Tiny particles from lab-grown human brain tissue to aid stroke recovery

Engineering Extracellular Vesicles of Human Brain Organoids for Stroke Therapy

['FUNDING_R01'] · FLORIDA STATE UNIVERSITY · NIH-11301903

This work tests whether tiny membrane-bound particles made by lab-grown human brain tissue can protect the injured brain and help adult stroke survivors recover.

Quick facts

Phase['FUNDING_R01']
Study typeNih_funding
SexAll
SponsorFLORIDA STATE UNIVERSITY (nih funded)
Locations1 site (TALLAHASSEE, UNITED STATES)
Trial IDNIH-11301903 on ClinicalTrials.gov

What this research studies

Researchers grow mini human brain tissues (organoids) from reprogrammed human cells and collect the extracellular vesicles (tiny membrane-bound packets) they release. They will engineer those vesicles to carry helpful microRNA and supportive molecules and study their effects on neuron survival and repair in lab dishes. Promising vesicles will then be tested in animal models of ischemic stroke to see if they reduce damage and improve function, and the team will compare organoid-derived vesicles to those from other stem cell sources and explore delivery with heparin-hyaluronic approaches to improve targeting.

Who could benefit from this research

Good fit: Adults (21+) who have experienced an ischemic stroke and are interested in experimental therapies to improve recovery would be the likely candidates.

Not a fit: Children, people without stroke, and those with hemorrhagic (non-ischemic) strokes are unlikely to benefit from this specific line of work.

Why it matters

Potential benefit: If successful, this approach could lead to a new treatment that protects brain cells after ischemic stroke and improves recovery of function.

How similar studies have performed: Stem cell-derived extracellular vesicles have shown protective effects in animal stroke models before, but using vesicles from human brain organoids and engineering their microRNA cargo is a newer and less-tested approach.

Where this research is happening

TALLAHASSEE, UNITED STATES

Researchers

About this research

  1. This is an active NIH-funded research project — typically early-stage science, not a clinical trial accepting patient enrollment.
  2. Some NIH-funded labs run parallel clinical studies or seek volunteers for related work. To check, contact the principal investigator or institution listed above.
  3. For full project details, budget, and progress reports, visit the official NIH RePORTER page below.

View on NIH RePORTER →

Last reviewed 2026-05-15 by the Find a Trial editorial team. Information on this page is for educational purposes and is not medical advice. Always consult qualified healthcare professionals about clinical trial participation.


**TASK OBJECTIVE**
Whenever a line below includes the string "description", show it.

**AVAILABLE DATA**
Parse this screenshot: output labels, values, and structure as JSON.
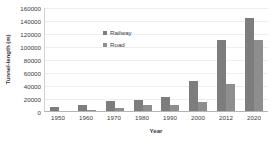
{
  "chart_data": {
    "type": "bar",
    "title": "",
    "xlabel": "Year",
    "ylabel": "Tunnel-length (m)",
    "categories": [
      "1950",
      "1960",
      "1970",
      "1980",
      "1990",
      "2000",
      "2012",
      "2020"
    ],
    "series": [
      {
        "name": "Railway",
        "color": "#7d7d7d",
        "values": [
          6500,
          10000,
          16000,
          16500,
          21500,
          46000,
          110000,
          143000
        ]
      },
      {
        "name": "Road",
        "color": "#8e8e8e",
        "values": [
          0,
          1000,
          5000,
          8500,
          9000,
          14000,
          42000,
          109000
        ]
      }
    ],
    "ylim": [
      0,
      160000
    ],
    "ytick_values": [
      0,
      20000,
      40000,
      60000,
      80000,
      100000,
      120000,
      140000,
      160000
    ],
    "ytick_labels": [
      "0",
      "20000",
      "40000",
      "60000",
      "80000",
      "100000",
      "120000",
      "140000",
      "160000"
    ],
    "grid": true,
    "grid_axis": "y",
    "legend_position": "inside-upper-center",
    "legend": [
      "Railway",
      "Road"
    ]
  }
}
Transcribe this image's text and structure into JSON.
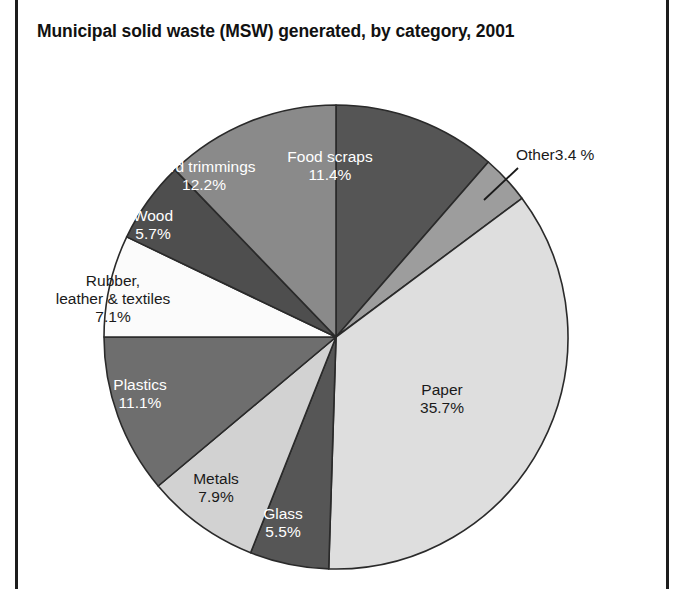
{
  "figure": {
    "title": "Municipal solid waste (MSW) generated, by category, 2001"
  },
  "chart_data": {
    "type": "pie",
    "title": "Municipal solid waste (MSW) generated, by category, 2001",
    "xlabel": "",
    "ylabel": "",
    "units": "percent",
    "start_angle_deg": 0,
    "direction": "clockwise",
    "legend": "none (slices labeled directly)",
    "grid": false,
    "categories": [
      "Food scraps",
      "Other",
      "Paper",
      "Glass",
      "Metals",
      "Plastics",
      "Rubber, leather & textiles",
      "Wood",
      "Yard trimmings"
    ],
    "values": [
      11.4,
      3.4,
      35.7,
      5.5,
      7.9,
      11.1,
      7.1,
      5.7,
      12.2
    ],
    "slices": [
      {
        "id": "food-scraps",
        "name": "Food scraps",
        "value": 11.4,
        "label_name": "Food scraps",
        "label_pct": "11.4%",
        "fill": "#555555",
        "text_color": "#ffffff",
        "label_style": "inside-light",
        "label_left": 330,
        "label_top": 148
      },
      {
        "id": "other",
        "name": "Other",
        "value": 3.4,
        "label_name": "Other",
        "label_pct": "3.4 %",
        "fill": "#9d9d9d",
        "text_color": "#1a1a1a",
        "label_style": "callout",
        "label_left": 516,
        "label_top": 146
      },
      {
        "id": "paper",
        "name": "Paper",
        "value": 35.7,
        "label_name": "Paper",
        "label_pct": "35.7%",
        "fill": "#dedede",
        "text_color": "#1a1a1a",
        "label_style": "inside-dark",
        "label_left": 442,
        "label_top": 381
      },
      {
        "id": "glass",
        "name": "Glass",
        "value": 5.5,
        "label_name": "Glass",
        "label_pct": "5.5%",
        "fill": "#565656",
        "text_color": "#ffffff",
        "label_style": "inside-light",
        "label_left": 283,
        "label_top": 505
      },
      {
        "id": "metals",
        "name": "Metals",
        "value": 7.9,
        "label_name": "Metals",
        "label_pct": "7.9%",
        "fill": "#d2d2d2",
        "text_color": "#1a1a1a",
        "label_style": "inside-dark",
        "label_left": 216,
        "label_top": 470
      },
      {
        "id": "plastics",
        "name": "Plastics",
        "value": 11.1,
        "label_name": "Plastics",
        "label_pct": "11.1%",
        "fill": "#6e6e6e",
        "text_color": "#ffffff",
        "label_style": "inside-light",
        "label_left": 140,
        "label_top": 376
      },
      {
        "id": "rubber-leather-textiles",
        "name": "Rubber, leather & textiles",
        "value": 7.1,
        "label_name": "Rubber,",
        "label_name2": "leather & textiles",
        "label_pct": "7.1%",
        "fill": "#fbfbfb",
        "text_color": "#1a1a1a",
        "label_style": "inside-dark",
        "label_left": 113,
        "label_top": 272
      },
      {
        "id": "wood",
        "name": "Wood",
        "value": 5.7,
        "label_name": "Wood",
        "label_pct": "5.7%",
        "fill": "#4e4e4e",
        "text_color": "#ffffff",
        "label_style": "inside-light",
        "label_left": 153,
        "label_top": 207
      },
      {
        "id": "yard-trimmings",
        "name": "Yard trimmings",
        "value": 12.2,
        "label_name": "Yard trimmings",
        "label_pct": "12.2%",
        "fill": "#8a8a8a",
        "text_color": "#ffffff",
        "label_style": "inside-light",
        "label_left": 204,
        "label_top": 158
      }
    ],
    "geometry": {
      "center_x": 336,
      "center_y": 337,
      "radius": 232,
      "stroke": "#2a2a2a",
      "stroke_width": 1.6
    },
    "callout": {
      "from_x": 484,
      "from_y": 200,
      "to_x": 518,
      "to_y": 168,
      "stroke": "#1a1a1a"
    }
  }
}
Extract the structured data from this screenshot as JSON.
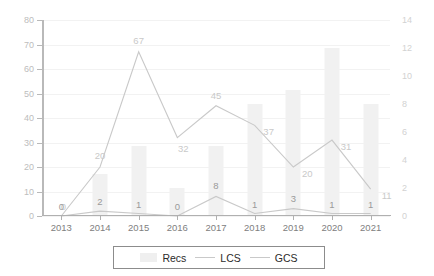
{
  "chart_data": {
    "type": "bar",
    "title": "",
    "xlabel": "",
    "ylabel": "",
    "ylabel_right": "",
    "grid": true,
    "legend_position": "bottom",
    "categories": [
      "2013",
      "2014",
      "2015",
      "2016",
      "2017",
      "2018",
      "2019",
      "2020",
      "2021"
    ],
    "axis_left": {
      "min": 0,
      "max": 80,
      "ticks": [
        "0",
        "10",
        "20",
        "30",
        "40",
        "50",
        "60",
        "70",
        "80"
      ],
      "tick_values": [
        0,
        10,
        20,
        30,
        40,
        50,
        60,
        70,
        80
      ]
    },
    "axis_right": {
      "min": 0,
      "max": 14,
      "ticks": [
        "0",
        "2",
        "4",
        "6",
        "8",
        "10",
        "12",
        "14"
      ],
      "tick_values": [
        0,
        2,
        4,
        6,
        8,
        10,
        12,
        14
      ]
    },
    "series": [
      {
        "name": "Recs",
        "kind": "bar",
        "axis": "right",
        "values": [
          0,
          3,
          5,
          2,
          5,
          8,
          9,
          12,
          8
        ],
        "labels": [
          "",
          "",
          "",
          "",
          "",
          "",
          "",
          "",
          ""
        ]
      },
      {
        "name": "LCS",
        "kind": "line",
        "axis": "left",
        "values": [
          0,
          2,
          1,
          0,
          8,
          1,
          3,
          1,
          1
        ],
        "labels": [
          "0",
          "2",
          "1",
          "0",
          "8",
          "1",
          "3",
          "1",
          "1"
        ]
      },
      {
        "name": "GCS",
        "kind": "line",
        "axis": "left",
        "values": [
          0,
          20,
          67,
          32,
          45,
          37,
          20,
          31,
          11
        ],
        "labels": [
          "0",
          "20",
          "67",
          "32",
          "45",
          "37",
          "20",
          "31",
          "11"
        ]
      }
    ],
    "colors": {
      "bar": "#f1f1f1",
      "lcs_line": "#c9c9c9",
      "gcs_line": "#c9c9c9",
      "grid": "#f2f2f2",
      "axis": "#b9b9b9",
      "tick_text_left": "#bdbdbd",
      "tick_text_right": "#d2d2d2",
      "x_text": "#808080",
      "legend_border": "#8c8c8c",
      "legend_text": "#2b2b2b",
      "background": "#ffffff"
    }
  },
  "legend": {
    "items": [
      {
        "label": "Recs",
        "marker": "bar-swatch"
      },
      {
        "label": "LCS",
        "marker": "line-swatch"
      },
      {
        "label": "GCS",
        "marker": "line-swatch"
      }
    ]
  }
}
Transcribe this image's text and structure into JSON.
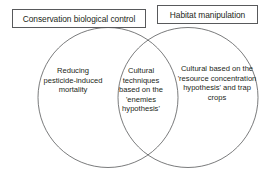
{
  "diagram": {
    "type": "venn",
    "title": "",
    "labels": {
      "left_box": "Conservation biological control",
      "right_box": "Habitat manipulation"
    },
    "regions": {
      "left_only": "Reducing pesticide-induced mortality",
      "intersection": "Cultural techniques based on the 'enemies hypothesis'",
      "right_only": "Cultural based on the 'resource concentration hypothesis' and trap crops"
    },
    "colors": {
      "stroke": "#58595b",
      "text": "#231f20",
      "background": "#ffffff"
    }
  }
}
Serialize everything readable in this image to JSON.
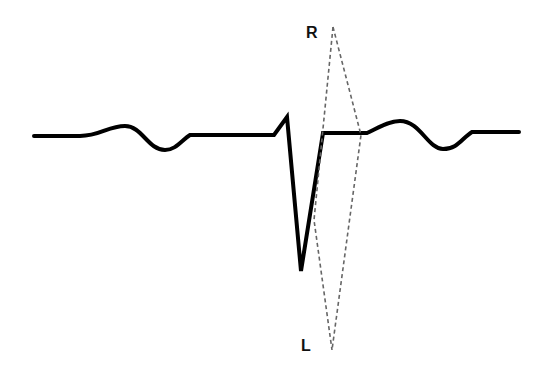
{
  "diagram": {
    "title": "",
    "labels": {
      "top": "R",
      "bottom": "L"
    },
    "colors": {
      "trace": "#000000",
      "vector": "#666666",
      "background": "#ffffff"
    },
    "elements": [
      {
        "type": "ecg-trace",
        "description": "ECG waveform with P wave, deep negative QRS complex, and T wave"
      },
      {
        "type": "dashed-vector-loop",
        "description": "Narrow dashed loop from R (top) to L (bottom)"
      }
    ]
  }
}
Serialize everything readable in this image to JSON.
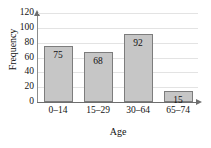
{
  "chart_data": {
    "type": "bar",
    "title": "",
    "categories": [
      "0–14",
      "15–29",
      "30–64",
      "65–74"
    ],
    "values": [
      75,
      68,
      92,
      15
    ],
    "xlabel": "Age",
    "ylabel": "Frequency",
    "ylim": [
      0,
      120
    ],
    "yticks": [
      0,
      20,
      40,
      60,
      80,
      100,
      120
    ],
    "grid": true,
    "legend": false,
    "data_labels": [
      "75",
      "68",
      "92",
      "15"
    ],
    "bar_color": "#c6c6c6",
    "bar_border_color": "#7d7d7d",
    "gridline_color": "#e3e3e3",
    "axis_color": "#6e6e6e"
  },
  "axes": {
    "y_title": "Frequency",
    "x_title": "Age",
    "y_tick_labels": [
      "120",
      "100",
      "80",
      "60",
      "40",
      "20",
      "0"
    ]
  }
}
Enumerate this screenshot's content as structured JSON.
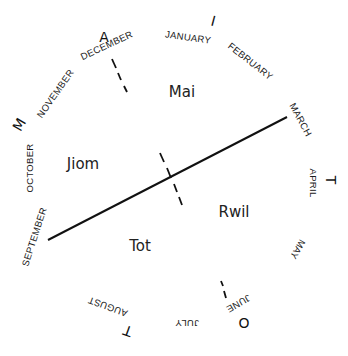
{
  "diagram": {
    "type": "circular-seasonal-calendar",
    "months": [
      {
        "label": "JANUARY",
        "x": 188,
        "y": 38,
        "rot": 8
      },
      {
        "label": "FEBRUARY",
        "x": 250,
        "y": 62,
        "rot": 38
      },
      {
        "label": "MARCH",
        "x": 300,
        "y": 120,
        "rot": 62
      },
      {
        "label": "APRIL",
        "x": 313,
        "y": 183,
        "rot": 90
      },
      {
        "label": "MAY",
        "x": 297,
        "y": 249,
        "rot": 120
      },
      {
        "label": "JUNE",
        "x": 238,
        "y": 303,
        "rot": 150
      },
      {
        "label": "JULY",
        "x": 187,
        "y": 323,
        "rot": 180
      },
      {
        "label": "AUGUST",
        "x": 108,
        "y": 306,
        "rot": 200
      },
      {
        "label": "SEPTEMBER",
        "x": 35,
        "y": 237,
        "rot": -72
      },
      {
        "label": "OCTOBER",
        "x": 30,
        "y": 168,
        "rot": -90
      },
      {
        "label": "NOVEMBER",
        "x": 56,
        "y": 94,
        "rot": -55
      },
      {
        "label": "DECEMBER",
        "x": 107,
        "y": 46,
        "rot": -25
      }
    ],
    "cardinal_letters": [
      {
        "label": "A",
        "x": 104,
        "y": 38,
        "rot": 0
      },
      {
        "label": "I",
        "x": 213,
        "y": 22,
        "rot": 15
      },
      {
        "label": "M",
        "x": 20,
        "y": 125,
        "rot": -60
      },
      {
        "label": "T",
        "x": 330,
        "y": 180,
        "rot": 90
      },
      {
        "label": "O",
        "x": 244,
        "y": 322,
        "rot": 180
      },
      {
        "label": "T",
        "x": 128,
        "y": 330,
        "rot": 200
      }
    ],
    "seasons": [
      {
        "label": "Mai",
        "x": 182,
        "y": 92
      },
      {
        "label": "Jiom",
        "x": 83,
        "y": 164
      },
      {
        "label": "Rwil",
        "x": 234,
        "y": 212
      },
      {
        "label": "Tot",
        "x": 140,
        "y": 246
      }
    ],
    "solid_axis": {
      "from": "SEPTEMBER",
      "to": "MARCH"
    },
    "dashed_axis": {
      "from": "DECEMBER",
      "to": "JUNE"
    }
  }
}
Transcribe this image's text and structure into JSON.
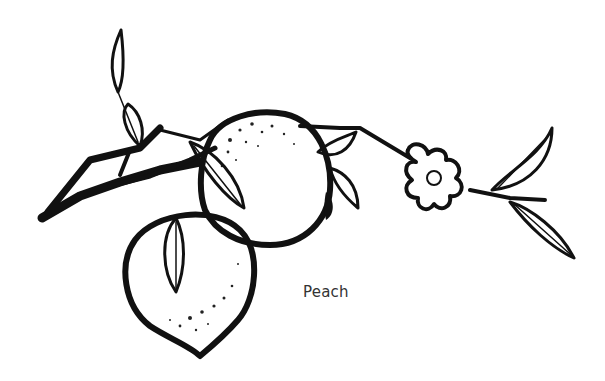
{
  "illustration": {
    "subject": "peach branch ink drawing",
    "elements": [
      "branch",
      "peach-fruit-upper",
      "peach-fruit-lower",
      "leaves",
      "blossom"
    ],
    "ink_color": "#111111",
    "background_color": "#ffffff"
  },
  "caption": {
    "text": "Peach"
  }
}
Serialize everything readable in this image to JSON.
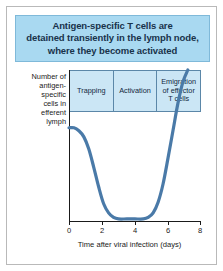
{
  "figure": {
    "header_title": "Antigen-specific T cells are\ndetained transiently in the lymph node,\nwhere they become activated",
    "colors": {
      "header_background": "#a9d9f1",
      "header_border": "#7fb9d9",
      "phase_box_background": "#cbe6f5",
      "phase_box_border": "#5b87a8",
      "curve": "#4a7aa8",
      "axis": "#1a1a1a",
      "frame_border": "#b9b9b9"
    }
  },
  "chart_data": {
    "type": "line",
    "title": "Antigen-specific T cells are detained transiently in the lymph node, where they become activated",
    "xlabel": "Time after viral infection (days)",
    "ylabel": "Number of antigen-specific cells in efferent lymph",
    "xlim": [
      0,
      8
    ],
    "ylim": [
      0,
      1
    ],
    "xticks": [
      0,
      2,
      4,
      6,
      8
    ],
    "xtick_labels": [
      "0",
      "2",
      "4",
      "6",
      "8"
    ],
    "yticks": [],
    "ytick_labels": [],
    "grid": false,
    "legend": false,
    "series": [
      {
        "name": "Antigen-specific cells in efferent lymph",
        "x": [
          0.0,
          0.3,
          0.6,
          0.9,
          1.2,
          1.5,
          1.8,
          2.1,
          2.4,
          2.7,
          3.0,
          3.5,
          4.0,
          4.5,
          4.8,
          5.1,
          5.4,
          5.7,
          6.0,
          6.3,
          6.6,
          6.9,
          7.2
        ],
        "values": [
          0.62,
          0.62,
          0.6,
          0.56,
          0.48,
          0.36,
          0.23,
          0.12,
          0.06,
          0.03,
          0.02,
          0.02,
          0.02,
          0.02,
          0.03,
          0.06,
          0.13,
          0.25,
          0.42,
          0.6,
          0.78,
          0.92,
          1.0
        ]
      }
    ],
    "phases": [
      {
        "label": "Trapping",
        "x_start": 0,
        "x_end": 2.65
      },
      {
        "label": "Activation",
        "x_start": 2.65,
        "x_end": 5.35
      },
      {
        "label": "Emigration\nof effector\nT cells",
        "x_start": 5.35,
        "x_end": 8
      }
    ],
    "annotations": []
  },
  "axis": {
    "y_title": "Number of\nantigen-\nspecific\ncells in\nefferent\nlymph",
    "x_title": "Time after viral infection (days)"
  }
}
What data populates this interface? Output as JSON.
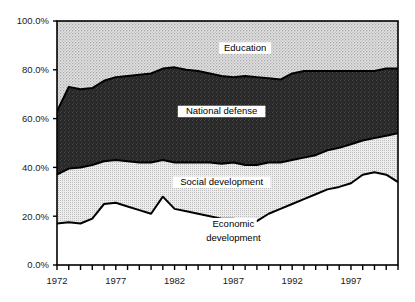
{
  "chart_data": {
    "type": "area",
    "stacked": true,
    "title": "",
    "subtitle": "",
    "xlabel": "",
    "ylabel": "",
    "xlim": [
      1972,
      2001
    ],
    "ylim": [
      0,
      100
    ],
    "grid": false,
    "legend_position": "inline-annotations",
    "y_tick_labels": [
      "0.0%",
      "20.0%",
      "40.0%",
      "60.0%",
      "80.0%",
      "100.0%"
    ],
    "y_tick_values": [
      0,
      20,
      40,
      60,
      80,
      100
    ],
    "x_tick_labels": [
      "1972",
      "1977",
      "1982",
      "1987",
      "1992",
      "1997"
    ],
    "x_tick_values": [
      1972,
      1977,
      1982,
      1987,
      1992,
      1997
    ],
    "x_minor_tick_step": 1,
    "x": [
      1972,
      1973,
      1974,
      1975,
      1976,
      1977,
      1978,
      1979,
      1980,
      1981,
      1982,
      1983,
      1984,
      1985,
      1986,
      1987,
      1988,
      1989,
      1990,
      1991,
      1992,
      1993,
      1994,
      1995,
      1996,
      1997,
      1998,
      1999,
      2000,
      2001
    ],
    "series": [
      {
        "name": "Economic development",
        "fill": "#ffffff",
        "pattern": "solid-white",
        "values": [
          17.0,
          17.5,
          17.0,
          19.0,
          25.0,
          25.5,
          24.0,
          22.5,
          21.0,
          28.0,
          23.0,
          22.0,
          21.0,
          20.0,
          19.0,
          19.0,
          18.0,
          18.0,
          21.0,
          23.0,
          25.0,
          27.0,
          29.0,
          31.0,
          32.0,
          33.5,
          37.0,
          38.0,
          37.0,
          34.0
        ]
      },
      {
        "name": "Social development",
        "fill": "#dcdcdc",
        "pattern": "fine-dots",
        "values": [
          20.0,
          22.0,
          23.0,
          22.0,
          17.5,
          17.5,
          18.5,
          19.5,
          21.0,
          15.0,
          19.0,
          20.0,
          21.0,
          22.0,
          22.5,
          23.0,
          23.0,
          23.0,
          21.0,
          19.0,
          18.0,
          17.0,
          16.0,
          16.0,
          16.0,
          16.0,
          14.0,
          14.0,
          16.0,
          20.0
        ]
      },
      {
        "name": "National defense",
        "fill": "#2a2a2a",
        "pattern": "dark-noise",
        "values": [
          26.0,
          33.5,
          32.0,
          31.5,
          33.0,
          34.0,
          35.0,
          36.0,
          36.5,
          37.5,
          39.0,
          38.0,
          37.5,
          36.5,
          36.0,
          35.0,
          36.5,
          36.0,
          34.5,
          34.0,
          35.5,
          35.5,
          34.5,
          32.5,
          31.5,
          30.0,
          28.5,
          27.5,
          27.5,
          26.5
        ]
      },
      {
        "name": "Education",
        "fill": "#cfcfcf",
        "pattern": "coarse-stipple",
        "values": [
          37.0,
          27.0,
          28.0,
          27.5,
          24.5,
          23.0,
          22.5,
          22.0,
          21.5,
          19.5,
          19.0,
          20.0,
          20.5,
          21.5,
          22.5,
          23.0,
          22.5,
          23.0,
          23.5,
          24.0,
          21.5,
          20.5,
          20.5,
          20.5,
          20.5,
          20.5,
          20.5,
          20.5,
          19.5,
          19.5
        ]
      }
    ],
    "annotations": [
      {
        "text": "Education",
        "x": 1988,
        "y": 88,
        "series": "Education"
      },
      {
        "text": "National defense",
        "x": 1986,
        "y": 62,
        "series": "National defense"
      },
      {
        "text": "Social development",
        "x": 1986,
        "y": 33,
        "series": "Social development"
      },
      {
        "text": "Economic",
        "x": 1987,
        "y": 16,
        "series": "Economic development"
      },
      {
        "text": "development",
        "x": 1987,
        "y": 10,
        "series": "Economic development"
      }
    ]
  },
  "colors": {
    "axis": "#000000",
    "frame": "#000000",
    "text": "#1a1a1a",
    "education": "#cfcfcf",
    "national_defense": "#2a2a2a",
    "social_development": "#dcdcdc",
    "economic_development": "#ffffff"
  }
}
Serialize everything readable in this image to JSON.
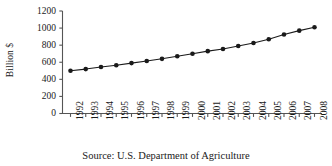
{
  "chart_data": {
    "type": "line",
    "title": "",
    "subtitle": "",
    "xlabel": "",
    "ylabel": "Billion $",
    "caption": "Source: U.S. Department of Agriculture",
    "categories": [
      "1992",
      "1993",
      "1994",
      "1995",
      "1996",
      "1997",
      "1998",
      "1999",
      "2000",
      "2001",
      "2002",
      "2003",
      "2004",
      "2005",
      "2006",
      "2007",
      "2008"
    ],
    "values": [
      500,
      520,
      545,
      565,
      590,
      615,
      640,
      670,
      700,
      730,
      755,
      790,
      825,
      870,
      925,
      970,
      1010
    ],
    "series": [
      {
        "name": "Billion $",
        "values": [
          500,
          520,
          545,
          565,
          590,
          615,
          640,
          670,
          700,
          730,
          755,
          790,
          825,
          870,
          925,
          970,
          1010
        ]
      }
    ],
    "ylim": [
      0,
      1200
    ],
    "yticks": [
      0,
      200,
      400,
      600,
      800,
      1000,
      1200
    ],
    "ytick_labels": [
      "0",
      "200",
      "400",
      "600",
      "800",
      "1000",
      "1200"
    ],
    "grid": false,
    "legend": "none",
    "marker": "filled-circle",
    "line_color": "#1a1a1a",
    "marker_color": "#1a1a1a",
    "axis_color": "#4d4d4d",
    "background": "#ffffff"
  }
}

**WRITTEN SOLUTION**
        "description": "ECG waveform with P wave, deep negative QRS complex, and T wave"
        "description": "Narrow dashed loop from R (top) to L (bottom)"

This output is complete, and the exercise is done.